Using rakes like we used to be a win-win-win as the person will get good exercise, brooms do not make alarming ear-piercing sounds, and brooms do not spew out nasty pollutants.

• If we significantly increase the number of naturalized areas in Barrie, we will greatly reduce GHG as the need to mow will be reduced accordingly.  

• Where the new pedestrian walk runs from Victoria Street to the playground, the city had chosen lovely fuchsias and fox tails; unfortunately, since they are not winter hardy, the city spent a great deal of time and effort digging them all up at the end of September. The result has been when you walk along the pedestrian sidewalk there is no visual interest, as all you can see is long bed of dark, dead-looking soil.

Instead, if they had planted some sort of winter-hardy perennials — shrubs, bushes, flowers, etc. — interspersed with annuals it would be a win-win-win as it would free up workers for other important jobs and create less pollutants (GHG) in the air as trucks would not have to drive to the area every spring and fall.

• The city should explore every avenue to make sure that every business, every organization and every apartment, etc., participate on the city’s composting program. Twenty per cent of all methane gas comes from compostable materials deposited in our landfill sites.

• The city should become involved in as many tree-planting initiatives as possible.
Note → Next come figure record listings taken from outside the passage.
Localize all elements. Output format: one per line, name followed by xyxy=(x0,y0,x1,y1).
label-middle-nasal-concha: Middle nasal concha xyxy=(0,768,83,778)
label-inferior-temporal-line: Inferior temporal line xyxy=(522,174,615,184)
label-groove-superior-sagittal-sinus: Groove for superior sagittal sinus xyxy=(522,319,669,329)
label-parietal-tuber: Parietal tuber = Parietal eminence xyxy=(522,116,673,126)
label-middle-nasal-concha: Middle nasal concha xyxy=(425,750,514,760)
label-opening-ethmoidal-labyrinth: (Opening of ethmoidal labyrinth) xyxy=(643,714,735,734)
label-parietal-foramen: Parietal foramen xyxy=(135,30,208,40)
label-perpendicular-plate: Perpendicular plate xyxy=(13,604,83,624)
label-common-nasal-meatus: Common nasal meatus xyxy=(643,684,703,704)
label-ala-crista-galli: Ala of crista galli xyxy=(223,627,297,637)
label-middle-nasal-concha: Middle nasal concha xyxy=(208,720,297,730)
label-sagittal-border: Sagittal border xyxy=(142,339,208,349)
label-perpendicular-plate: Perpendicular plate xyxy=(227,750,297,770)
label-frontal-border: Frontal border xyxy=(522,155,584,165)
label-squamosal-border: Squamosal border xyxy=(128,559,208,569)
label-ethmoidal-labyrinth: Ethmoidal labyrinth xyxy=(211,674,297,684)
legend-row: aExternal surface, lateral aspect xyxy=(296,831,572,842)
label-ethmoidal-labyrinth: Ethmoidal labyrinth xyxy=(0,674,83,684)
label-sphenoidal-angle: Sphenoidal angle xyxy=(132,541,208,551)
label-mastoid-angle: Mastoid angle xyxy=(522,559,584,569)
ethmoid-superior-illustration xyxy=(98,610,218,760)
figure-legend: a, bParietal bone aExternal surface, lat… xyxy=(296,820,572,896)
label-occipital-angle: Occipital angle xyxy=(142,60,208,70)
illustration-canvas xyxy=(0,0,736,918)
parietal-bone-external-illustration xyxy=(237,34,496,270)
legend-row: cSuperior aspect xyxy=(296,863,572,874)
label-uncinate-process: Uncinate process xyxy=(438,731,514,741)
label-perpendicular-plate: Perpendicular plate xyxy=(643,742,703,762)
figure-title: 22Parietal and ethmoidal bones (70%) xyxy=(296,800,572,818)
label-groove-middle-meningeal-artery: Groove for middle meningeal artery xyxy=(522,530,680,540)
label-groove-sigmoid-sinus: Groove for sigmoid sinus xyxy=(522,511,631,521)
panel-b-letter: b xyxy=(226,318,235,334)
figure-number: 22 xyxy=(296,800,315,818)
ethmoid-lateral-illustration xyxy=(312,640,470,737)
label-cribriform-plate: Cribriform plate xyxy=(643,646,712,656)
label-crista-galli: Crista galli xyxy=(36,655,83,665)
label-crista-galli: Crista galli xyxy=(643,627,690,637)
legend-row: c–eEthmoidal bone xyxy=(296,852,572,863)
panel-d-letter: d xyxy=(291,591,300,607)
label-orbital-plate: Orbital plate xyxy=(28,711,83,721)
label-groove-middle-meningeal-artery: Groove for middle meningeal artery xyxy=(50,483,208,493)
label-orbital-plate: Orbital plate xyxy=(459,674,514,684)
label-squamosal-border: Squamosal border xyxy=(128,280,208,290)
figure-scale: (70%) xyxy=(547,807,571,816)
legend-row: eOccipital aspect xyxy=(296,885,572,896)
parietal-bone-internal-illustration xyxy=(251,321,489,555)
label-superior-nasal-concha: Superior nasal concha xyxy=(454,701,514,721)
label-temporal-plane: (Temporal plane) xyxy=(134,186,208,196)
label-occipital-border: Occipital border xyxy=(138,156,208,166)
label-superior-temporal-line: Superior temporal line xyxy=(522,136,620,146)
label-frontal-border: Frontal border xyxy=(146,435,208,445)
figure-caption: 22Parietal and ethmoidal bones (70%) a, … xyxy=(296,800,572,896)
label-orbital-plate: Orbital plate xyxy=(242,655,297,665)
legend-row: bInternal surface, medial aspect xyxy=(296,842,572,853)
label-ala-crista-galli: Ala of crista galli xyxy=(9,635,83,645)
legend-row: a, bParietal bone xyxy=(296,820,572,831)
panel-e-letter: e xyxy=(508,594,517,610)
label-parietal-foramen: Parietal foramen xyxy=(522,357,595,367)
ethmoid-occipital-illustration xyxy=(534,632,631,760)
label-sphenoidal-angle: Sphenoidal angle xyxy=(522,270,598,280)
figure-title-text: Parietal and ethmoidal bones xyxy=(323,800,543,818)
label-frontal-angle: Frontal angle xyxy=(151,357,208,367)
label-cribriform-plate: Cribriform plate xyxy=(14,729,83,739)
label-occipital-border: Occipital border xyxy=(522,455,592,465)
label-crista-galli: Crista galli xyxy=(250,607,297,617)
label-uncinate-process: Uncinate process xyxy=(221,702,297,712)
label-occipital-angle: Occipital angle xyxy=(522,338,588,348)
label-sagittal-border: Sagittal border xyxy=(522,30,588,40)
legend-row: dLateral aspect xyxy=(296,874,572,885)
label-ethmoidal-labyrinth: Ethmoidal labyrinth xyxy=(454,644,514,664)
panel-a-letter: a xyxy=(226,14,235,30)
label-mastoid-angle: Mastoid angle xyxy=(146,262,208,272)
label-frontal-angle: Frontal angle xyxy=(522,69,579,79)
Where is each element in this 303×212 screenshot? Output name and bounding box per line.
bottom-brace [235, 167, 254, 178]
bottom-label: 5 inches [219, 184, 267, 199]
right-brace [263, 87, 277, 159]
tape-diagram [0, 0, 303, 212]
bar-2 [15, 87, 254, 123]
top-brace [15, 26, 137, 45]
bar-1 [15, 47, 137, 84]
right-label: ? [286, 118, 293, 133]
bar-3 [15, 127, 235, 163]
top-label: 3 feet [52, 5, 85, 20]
Residents should be encouraged to reduce their lawn area, increase gardens, and plant as many trees as possible.

• When the city plants coniferous trees they should keep in mind that the survival rate of evergreens increases dramatically if they are planted in groups of three or more. Standalone evergreen trees lose a great deal of moisture on sunny winter days; whereas, groups of evergreen trees help shade each other, thus resulting in less moisture loss. Experts agree that ecologically healthy cities need a 40 per cent urban canopy. Unfortunately, most cities have been 20 and 25 per cent.

• The city should start a campaign to educate residents on the negative impacts of drinking water from plastic bottles. Every time we make the decision to drink water from a plastic bottle, rather than from city-treated water from a tap, we are directly responsible for increasing the GHG in our community. Not only are the massive trucks delivering the bottled water spewing out GHG, clogging up the highways, causing extra stress on the roads, but Nestle is responsible for extracting water from Ontario wells, even during severe drought. Water should be for life, not for profit.

By implementing the above suggested initiatives, we will end up with healthier landscapes as well as healthier people.

The bold actions you take today will determine if our children and our children’s children will embrace a future with hope and optimism or face a future filled with fear and dread.